On my first stranger seeking mission, I decided to go to Dumbo.  While I have lived in the city for five years, I just got to Dumbo on Tuesday.  I went again today.  At 1 p.m. I got off at High Street and found a falafel place for lunch on Henry Street where the guy at the counter told me that I have a trustworthy face. I love Mediterranean men.  After lunch, I walked towards the East River and turned onto Front Street, passing old industrial buildings where local designers sold their wares, with the bridges pressing against my nose.

As I passed by strangers on the street, I kept thinking – “Are YOU my stranger.”  I wasn’t sure this was going to work.  Who would want to talk to me?  Either one of us could be a kook.  I went into some tiny shops on Front Streetwhere I sat on an imported purple pillow and talked to a baby stuffed inside a white snowsuit.  At the end of the row of shops I saw a table of beautiful hand made jewelry, and I stopped.

I looked up and I looked down at the jewelry, and then I asked the man if he used to have a store in Manhattan.  Yes, on the Upper East Side.  I named the block.  How bizarre.  I had been in his store about four years ago.  I have a pair of garnet earrings that he made.

His name is Yoshi.  Yoshi closed his store on the Upper East Side in February 2009, after Lehman Brothers crashed and Yoshi’s sales were cut in half.  One day he was sitting in Bryant Park and saw an advertisement for “Spin”, which was sponsoring an event in Bryant Park.  Yoshi told me that if I read the New York Times, I would see that Susan Sarandon is involved with the Spin Club – where you can play table tennis with music playing and a bar serving drinks.

Yoshi is from Japan, and was a ping pong champion.  He was trained professionally, starting at age 10. He explained to me that ping pong is all about spin.  “Me and you play, you can never get a point.  I have the spin. You never can beat me.”  I will not challenge Yoshi.

After he closed his store, Yoshi started playing ping pong again.  He made friends with the strong ping pong players, and they found other places to play in Chinatown and on Roosevelt Island.  “I started playing seriously.  It was very exciting.”  He also went to the gym every day.  With ping pong, swimming, and weight lifting, he wasn’t resting and he was trying to forget about closing his shop.  “It was still in my heart.” 
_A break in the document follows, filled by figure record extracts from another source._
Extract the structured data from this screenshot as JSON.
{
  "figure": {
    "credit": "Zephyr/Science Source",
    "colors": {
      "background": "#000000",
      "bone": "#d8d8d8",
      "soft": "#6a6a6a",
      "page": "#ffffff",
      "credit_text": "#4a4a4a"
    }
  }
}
 “One day I was playing in Roosevelt Island in a sports facility.  It was a very hot day.  The hallway was air conditioned, but the floor was very hard brick. It was a surface we should not have played on, but the air conditioning was great. After that, I had lightening pain in my leg.  I went to the doctor, and they said come in for scans, but I don’t like those check-ups.  I talked to my friend in Japan and he said acupuncture.  Traditional acupuncture is with needles, but this was with fingers.  This technique is famous in Japan.  I went to Japan last November and I received 4 treatments, and it was very good.  After that, no more pain.”

“After that, I needed to concentrate on working.  I knew I had to make money.  Before I had the shop on the Upper East Side, I had a shop in the East Village – on 10th Street between 1st and 2nd.  I had a shop there, then I moved to Lexington, and now I’m here.  I am self taught.  I do stone settings, wax carvings, everything.  I can teach you if you want.  The other ping pong players were lawyers and accountants.  I had to go back to my art.”
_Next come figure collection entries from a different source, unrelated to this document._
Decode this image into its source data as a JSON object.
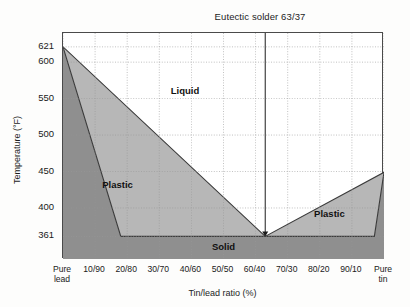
{
  "chart_data": {
    "type": "area",
    "title": "Eutectic solder 63/37",
    "xlabel": "Tin/lead ratio (%)",
    "ylabel": "Temperature (°F)",
    "grid": true,
    "legend_position": "none",
    "ylim": [
      330,
      640
    ],
    "xlim": [
      0,
      100
    ],
    "ytick_values": [
      621,
      600,
      550,
      500,
      450,
      400,
      361
    ],
    "ytick_labels": [
      "621",
      "600",
      "550",
      "500",
      "450",
      "400",
      "361"
    ],
    "xtick_values": [
      0,
      10,
      20,
      30,
      40,
      50,
      60,
      70,
      80,
      90,
      100
    ],
    "xtick_labels": [
      "Pure\nlead",
      "10/90",
      "20/80",
      "30/70",
      "40/60",
      "50/50",
      "60/40",
      "70/30",
      "80/20",
      "90/10",
      "Pure\ntin"
    ],
    "annotations": [
      {
        "text": "Liquid",
        "x": 38,
        "y": 560
      },
      {
        "text": "Plastic",
        "x": 17,
        "y": 432
      },
      {
        "text": "Plastic",
        "x": 83,
        "y": 392
      },
      {
        "text": "Solid",
        "x": 50,
        "y": 347
      }
    ],
    "eutectic": {
      "label": "Eutectic solder 63/37",
      "x": 63,
      "y": 361,
      "temperature_f": 361
    },
    "series": [
      {
        "name": "Liquidus",
        "x": [
          0,
          63,
          100
        ],
        "values": [
          621,
          361,
          449
        ]
      },
      {
        "name": "Solidus",
        "x": [
          0,
          18,
          63,
          97,
          100
        ],
        "values": [
          621,
          361,
          361,
          361,
          449
        ]
      }
    ],
    "regions": [
      {
        "name": "Liquid",
        "fill": "#ffffff"
      },
      {
        "name": "Plastic",
        "fill": "#b7b7b7"
      },
      {
        "name": "Solid",
        "fill": "#8f8f8f"
      }
    ],
    "colors": {
      "liquid_fill": "#ffffff",
      "plastic_fill": "#b7b7b7",
      "solid_fill": "#8f8f8f",
      "axis": "#4a4a4a",
      "grid": "#9a9a9a",
      "curve": "#3a3a3a",
      "text": "#1a1a1a"
    }
  }
}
Yoshi sells beautiful, simple, unique hand crafted jewelry at his store at 145 Front Street in Brooklyn.  His website is www.yoshidesigns.com.

I decided to get part of the way home by walking on the Brooklyn Bridge.  When I noticed the Brooklyn Bridge from the bridge that I was standing on, I realized I was on the Manhattan Bridge (wrong bridge), so I turned around and got on the right bridge. Both are bridges and both look the same from below.  

Now I am home.  It’s time to play some metaphorical ping pong.